Residents recall past like it’s yesterday
Amazing things are in the Spokane Valley Heritage Museum. An air raid siren, antiquated wooden theater seats, a kiddy stagecoach ride and the inner workings of a dial telephone are some of the interactive exhibits that delight visitors.
Since opening in August 2003, the museum has whetted the historical appetites of more than 1,200 visitors. “We’re growing,” said Jayne Singleton, the museum’s curator who’s in awe of its progress and the dream that inspired it.
“I was going to Spokane Falls Community College in 1988, and I had a dream one night but it felt like I was there.”
In the dream, Singleton, wearing a 1920s dress, stepped off an old railroad car in Liberty Lake. In the distance was a large lighted dance hall with music and dancing.
Singleton, a “California girl” and resident of Spokane’s North Side at the time, had never read any history of the area. Intrigued, she relayed the dream to a professor. “I said, ‘Isn’t that weird?’ and he replied, ‘Well, no. There was a dance pavilion at Liberty Lake.’ ”
The rest, as they say, is history. “I was driven. I definitely have a passion for it, and everything in my life led up to it,” Singleton said about pursuing the concept of a museum.
The museum has a quaint, comfy feel that Singleton and volunteer Lois Cunningham believe are winning elements. “It feels like your visiting somebody’s home,” Cunningham said.
A museum curator spends plenty of time with the dead, but Singleton doesn’t mind. “I have a huge family is what it feels like,” she said. “There’s a lot of inspiring stories from John Q. Citizen that need to be told.” Occasionally, however, she meets history face to face.
Like the time volunteer Chuck King found albums containing unnamed photos of the Van Marter family whose 1906 mansion is on the corner of University and Valleyway. “I said, ‘Someday somebody will come in and tell us who’s who,’ ” Singleton said.

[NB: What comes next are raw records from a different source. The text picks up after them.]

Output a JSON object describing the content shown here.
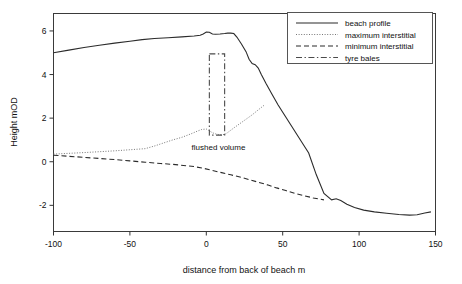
{
  "chart_data": {
    "type": "line",
    "title": "",
    "xlabel": "distance from back of beach m",
    "ylabel": "Height mOD",
    "xlim": [
      -100,
      150
    ],
    "ylim": [
      -3.2,
      6.8
    ],
    "xticks": [
      -100,
      -50,
      0,
      50,
      100,
      150
    ],
    "yticks": [
      6,
      4,
      2,
      0,
      -2
    ],
    "xtick_labels": [
      "-100",
      "-50",
      "0",
      "50",
      "100",
      "150"
    ],
    "ytick_labels": [
      "6",
      "4",
      "2",
      "0",
      "-2"
    ],
    "grid": false,
    "legend_position": "top-right",
    "series": [
      {
        "name": "beach profile",
        "style": "solid",
        "color": "#2b2b2b",
        "x": [
          -100,
          -90,
          -80,
          -70,
          -60,
          -50,
          -42,
          -34,
          -25,
          -16,
          -8,
          -4,
          -2,
          0,
          2,
          4,
          6,
          9,
          12,
          14,
          16,
          18,
          20,
          23,
          26,
          28,
          30,
          32,
          34,
          36,
          39,
          43,
          47,
          52,
          57,
          62,
          67,
          72,
          77,
          82,
          85,
          88,
          92,
          97,
          103,
          110,
          118,
          126,
          133,
          138,
          143,
          147
        ],
        "y": [
          5.0,
          5.12,
          5.24,
          5.34,
          5.44,
          5.53,
          5.6,
          5.65,
          5.69,
          5.73,
          5.77,
          5.8,
          5.86,
          5.95,
          5.94,
          5.86,
          5.85,
          5.86,
          5.88,
          5.9,
          5.9,
          5.88,
          5.72,
          5.4,
          5.05,
          4.7,
          4.5,
          4.45,
          4.3,
          4.0,
          3.6,
          3.1,
          2.6,
          2.05,
          1.5,
          0.95,
          0.4,
          -0.6,
          -1.45,
          -1.75,
          -1.7,
          -1.78,
          -1.95,
          -2.1,
          -2.22,
          -2.3,
          -2.36,
          -2.42,
          -2.45,
          -2.43,
          -2.35,
          -2.3
        ]
      },
      {
        "name": "maximum interstitial",
        "style": "dotted",
        "color": "#777777",
        "x": [
          -100,
          -80,
          -60,
          -50,
          -44,
          -40,
          -34,
          -28,
          -22,
          -16,
          -10,
          -6,
          -3,
          0,
          2,
          4,
          6,
          8,
          10,
          12,
          14,
          18,
          22,
          26,
          30,
          34,
          38
        ],
        "y": [
          0.35,
          0.42,
          0.5,
          0.55,
          0.58,
          0.6,
          0.72,
          0.86,
          1.0,
          1.12,
          1.28,
          1.4,
          1.48,
          1.5,
          1.42,
          1.33,
          1.28,
          1.25,
          1.24,
          1.25,
          1.34,
          1.55,
          1.75,
          1.95,
          2.15,
          2.38,
          2.6
        ]
      },
      {
        "name": "minimum interstitial",
        "style": "dashed",
        "color": "#2b2b2b",
        "x": [
          -100,
          -90,
          -80,
          -70,
          -60,
          -50,
          -40,
          -30,
          -22,
          -15,
          -8,
          -2,
          4,
          10,
          16,
          22,
          28,
          34,
          40,
          46,
          52,
          58,
          64,
          70,
          77
        ],
        "y": [
          0.3,
          0.25,
          0.2,
          0.15,
          0.1,
          0.04,
          -0.02,
          -0.08,
          -0.12,
          -0.17,
          -0.22,
          -0.3,
          -0.4,
          -0.5,
          -0.6,
          -0.7,
          -0.82,
          -0.94,
          -1.06,
          -1.2,
          -1.32,
          -1.45,
          -1.56,
          -1.66,
          -1.75
        ]
      },
      {
        "name": "tyre bales",
        "style": "dash-dot",
        "color": "#4a4a4a",
        "shape": "rectangle",
        "x_range": [
          2.0,
          12.0
        ],
        "y_range": [
          1.22,
          4.95
        ]
      }
    ],
    "annotations": [
      {
        "text": "flushed volume",
        "x": 8,
        "y": 0.55
      }
    ],
    "legend_entries": [
      {
        "label": "beach profile",
        "style": "solid"
      },
      {
        "label": "maximum interstitial",
        "style": "dotted"
      },
      {
        "label": "minimum interstitial",
        "style": "dashed"
      },
      {
        "label": "tyre bales",
        "style": "dash-dot"
      }
    ]
  }
}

One week later, 90-year-old Mary Margaret Van Marter walked into the museum. “We got out the books, and she named the people in the pictures. At one picture she turned to me and said, ‘I hated that dress,’ and there she was in the photograph in that dress.”
Another time, Singleton was talking with a woman visiting the museum. “She said something about Dishman and I said, ‘Were you raised in Dishman?’ And she said, ‘No. I am a Dishman.’ That’s the way it always happens around here.”
The museum is a destination spot for schools, scout troops, retirement homes and out-of-town visitors. “We have a lot of repeats, and that’s exciting.”
Singleton and Cunningham cite the interactive exhibits and the three-month rotation of the main exhibit as the reason for repeat visitors. “We’re constantly in a state of flux, and that’s our mission to always have something new.”
“United We Stood,” a recent World War II exhibit, “was loaded with emotion,” Singleton said. “It was a time when everybody was behind the war effort so we did a 1940s living room and the gold star in the window for the mothers who lost their sons in the war. One veteran came in and started talking, and he just bawled. He had never talked about it before. Then I started crying.
“There’s a lot of emotion with history, and this exhibit really resonated with the older people.
“There’s wonderment here, there’s awe, there’s sad emotions and happy emotions but overall there’s a lot of connecting going on here,” Singleton said.
And with each new exhibit comes the research. “There’s so much more to the story then the watered down versions in the text books.”
Currently, a fire fighter exhibit is under construction. Future exhibits will include Playfair and the Vietnam War. “I want to hear from them (Vietnam vets). That’s the same way we approached the World War II exhibit. Overwhelmingly it was their experience they wanted to show. They wanted it to be about America and the war.”
On Saturday the museum will host a Hot August Night fundraiser in the parking lot. For $15 per person visitors can travel back to the 1950s drive-in theater days with music, food, cars and ice cream. “It’s going to be the funnest fundraiser we’ve had,” Singleton said.
The museum’s directors are grateful to the community. “I could talk for hours about what we needed and how it got answered.”
They’re also eager to hear from the public about new exhibits. “We invite them to share with us what type of exhibits they want to see,” Singleton said.
“The museum belongs to everybody,” Cunningham added.